On June 3, 1962, a chartered plane crashed shortly after takeoff from Orly Field near Paris. Among the dead were 121 of Atlanta's most influential civic leaders, philanthropists and arts patrons, all returning home after a three-week museum tour. Thirty-three children and young adults lost both parents in the disaster, which Mayor Ivan Allen declared to be his city's 'greatest tragedy and loss.' ... The novel grounds the reader firmly in the chaos and confusion that engulf Atlanta in the month following the crash, as its residents begin to grasp the scope of the tragedy and attempt to cope with their shock and grief. The devastating impact of their collective loss becomes palpable ... The abundance of unforgettable characters gives Visible Empire the feel of a novel in linked stories form, as Pittard skillfully pivots her narrative around three distinct yet interconnected perspectives.
Pittard’s fourth novel, imagines the lives of several Atlanta residents in the aftermath of a 1962 airplane crash, a true event in which 130 people, many of them among Atlanta’s wealthiest citizens, perished ... Readers follow several...characters, including the city’s mayor and his wife, each grieving the city’s incalculable loss differently ... Individual players can, at times, feel underdeveloped, and the story unfocused. Atlanta native Pittard fills the novel with historical details, local points of reference, and distinct examinations of race and class, though, making it an evocative and discussion-worthy choice for readers who appreciate vivid settings.
Articulating the grief of an entire community of people would be a challenge for any author, but Pittard does a beautiful job of contextualizing the disaster, which unfolds within the context of another social tragedy of its time ... Rather than merely telling the story of the grief of Atlanta’s affluent white community, with Visible Empire, Pittard charges herself with tackling difficult subjects like race, resistance and morality, in addition to grief, in her fictional reinterpretation of these real-life disasters. Somehow, she manages in 271 pages to effortlessly command the distinct voices of a pregnant, suddenly orphaned wife recently abandoned by her adulterous husband, his deceased mistress, a friend of the adulterous husband who inherited a fortune because of the crash, his closeted lesbian aunt, an aspiring actress and compulsive liar and a young black runaway named Piedmont who somehow gets caught up in their privileged web ... In Pittard’s masterful hands, the intricately woven plots and personalities that make up Visible Empire are relatable and corporeal. The most vivid of her characters are her female protagonists, especially Lily, the pregnant wife, who finds herself not only orphaned and abandoned, but on the brink of motherhood and in financial shambles.
In the summer of 1962, more than 100 Atlanta art lovers were about to return from their junket to the great museums of Italy and France when their jet crashed during takeoff at Orly. The only member of the tour group who didn't perish was Raif Bentley, who took a slightly later plane because he and his wife, parents of three, had a policy of never flying together. In Pittard's re-imagination of the aftermath of this disaster, Raif returns home to an emotionally ravaged world. His good friends Robert and Lily Tucker, a couple expecting their first child, have lost both of Lily's parents, and Robert, an editor at the Atlanta Journal, has lost his young mistress, a writer from the paper whom he sent to cover the trip. So devastated is he that he walks out on pregnant Lucy that very day and goes into a messy, booze-soaked free fall ... Some of the angles are more gripping and believable than others; in particular, the engrossing and moving plotline involving Piedmont carries the book and makes some of the rest of it seem rather thin. By the time the novel climaxes at a Fourth of July party held in an over-the-top mansion built on the site of a lynching, one can't help but notice that the plane crash is actually pretty tangential to its main concerns ... Within this book is an excellent novel that would have been stronger with a less complicated treatment.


_Work required_: This exercise asks for a copy of each line in the records below with the word "content" in it.
─── Data provided ───
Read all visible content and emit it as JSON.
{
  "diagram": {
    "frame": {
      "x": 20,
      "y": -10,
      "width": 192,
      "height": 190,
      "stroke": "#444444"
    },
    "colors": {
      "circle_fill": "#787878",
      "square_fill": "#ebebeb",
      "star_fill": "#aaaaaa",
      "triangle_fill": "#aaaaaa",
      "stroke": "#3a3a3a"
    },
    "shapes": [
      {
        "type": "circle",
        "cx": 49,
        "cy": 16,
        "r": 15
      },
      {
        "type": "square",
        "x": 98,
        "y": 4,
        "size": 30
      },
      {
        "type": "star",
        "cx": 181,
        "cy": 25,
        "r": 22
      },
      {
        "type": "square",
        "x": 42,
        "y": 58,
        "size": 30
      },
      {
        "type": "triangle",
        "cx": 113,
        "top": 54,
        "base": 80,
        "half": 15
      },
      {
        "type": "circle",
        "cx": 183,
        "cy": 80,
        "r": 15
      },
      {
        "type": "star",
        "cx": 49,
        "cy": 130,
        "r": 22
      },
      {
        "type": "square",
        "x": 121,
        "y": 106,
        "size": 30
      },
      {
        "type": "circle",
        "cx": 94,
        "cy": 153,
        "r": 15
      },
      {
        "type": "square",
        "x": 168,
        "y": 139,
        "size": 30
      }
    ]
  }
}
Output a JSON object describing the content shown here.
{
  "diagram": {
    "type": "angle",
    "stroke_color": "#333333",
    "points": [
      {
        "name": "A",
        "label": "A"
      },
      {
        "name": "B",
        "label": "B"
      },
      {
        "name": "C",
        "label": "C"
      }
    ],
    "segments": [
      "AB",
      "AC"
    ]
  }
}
───
_Response below_:
Read all visible content and emit it as JSON.
Output a JSON object describing the content shown here.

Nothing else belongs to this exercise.